● What the exercise asks
Every line from the one with "The height and width of the screenshot is (831, 1477)." to the final line of the listing below should be repeated exactly, and only those.

═══ Records for the task

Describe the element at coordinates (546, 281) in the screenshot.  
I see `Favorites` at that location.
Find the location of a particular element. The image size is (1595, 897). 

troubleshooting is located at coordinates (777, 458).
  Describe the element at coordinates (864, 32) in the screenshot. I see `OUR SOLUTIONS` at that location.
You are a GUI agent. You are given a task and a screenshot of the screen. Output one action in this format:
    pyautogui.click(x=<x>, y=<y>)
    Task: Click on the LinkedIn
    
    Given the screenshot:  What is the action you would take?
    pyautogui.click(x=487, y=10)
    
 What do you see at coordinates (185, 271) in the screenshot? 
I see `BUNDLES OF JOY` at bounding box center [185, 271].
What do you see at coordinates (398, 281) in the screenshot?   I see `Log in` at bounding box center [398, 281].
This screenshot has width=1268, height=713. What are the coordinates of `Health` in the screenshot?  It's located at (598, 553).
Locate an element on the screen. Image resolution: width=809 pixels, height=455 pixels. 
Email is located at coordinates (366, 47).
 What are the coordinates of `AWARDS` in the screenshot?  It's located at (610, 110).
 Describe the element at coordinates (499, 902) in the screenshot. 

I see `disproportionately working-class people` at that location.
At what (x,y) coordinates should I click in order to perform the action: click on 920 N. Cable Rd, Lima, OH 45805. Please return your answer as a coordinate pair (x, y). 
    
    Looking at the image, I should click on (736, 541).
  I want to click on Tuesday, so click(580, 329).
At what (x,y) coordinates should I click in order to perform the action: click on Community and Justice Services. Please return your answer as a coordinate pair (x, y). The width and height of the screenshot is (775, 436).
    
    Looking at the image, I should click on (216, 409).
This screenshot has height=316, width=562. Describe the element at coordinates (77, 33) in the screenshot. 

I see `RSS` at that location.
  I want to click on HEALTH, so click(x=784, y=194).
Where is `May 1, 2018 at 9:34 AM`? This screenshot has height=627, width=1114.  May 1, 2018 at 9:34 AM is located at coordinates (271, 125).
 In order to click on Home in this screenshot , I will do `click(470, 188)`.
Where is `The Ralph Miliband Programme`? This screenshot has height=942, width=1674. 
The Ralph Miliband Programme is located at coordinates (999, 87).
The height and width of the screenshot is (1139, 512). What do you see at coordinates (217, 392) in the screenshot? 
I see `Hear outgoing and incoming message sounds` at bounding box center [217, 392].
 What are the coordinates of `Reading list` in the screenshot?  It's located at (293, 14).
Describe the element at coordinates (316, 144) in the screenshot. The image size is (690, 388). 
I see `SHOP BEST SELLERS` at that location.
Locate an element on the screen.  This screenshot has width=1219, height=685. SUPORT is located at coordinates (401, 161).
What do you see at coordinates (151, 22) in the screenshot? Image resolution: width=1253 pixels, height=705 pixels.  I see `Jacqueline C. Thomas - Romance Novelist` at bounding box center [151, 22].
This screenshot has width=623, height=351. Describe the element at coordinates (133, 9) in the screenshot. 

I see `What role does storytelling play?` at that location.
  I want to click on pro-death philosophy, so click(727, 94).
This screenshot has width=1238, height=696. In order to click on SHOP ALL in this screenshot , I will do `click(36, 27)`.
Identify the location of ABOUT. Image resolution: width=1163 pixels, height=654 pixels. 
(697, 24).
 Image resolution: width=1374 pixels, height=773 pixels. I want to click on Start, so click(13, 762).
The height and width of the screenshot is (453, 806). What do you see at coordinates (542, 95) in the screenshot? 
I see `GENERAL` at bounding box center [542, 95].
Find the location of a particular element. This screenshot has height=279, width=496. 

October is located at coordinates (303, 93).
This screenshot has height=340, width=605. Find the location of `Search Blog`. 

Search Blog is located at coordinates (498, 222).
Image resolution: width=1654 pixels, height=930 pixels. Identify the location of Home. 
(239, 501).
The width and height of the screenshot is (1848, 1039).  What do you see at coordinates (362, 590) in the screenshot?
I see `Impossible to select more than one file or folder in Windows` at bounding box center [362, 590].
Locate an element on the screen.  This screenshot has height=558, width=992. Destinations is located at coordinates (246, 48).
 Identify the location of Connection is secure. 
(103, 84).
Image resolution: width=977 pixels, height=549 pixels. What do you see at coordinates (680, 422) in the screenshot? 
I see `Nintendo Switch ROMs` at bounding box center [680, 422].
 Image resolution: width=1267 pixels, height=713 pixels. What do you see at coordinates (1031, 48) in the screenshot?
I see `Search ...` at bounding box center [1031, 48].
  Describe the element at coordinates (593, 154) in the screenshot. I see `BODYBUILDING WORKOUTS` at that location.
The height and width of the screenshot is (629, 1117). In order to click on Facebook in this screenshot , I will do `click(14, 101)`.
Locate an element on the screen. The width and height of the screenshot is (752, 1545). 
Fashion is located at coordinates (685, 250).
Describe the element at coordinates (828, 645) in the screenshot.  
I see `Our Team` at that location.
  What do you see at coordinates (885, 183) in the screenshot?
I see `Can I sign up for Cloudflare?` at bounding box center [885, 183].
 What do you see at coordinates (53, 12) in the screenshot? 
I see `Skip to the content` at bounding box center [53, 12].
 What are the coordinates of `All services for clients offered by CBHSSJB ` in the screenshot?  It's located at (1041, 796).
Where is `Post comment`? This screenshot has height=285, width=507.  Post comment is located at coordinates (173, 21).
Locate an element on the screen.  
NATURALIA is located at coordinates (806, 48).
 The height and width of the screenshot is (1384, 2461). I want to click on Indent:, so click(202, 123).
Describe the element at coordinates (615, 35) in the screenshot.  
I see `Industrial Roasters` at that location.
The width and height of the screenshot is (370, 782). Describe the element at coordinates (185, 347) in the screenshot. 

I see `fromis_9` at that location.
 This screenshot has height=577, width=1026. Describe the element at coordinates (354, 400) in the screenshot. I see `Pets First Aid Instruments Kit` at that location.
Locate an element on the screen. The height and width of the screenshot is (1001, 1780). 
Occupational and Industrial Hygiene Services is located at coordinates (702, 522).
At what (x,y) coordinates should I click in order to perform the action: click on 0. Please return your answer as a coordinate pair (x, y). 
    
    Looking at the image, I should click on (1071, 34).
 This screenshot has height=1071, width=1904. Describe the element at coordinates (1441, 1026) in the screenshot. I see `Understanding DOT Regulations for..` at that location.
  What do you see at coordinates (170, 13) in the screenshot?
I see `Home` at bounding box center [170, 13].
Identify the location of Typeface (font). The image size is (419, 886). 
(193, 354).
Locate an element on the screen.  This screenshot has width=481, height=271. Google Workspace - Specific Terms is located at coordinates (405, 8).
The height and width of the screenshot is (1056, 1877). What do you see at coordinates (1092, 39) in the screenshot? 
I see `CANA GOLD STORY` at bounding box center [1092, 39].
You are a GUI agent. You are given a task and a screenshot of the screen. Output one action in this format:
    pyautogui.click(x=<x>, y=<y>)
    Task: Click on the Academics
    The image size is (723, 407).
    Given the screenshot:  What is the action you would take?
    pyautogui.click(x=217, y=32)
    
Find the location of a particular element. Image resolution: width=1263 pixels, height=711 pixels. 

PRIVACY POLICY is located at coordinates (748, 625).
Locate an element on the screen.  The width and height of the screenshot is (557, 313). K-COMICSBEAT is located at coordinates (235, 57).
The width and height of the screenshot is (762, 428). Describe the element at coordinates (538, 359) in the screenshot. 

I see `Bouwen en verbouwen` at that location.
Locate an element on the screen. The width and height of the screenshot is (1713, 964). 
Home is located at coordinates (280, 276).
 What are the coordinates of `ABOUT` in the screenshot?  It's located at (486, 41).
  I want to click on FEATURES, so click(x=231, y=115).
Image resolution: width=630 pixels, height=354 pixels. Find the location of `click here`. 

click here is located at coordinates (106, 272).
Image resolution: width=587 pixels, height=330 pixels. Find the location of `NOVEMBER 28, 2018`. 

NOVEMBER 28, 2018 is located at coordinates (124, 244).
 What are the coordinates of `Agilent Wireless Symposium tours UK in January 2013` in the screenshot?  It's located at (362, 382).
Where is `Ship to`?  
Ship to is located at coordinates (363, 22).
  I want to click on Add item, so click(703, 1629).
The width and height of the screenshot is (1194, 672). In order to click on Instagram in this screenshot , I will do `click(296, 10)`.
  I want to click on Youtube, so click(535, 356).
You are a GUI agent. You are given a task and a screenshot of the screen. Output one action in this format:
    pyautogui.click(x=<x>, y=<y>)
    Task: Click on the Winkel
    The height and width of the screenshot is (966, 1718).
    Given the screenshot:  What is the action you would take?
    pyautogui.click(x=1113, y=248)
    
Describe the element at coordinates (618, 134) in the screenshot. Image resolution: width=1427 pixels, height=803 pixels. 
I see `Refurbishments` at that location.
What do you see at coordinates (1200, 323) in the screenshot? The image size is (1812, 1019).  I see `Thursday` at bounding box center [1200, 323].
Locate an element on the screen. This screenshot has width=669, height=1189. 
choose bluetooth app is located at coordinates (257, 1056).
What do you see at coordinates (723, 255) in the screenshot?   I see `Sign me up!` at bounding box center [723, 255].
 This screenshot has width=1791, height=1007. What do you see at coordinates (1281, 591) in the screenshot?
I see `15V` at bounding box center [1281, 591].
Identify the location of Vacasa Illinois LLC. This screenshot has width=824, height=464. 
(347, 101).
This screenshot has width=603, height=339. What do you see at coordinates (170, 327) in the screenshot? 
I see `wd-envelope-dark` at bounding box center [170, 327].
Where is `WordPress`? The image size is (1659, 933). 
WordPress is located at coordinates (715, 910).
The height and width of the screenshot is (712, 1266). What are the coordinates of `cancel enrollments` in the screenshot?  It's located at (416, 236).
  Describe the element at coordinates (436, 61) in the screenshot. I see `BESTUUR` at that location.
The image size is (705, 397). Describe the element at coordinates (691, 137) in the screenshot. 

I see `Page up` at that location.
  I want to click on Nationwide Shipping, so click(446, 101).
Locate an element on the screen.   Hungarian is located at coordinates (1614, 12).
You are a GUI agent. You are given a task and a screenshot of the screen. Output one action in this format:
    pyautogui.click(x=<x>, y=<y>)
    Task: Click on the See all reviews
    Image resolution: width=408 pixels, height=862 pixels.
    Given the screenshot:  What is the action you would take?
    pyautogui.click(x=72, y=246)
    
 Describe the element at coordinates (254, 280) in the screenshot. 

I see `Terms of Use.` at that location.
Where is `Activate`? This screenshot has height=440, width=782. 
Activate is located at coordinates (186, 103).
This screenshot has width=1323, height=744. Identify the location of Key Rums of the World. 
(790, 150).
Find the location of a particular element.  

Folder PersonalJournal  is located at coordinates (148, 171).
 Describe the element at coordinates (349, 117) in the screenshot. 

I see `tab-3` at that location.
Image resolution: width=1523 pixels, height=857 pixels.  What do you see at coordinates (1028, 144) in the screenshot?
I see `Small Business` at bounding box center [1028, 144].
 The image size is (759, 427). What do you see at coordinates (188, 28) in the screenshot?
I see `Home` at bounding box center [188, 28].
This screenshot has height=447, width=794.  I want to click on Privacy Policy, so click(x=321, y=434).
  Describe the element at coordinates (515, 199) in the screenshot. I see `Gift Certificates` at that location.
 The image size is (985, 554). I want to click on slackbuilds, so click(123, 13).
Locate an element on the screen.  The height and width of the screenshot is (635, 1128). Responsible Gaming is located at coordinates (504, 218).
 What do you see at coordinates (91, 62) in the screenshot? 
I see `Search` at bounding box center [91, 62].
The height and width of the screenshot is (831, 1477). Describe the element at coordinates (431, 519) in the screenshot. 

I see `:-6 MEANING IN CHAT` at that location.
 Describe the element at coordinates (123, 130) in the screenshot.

══════

● Exercise output
The height and width of the screenshot is (831, 1477). Describe the element at coordinates (431, 519) in the screenshot. 

I see `:-6 MEANING IN CHAT` at that location.
 Describe the element at coordinates (123, 130) in the screenshot.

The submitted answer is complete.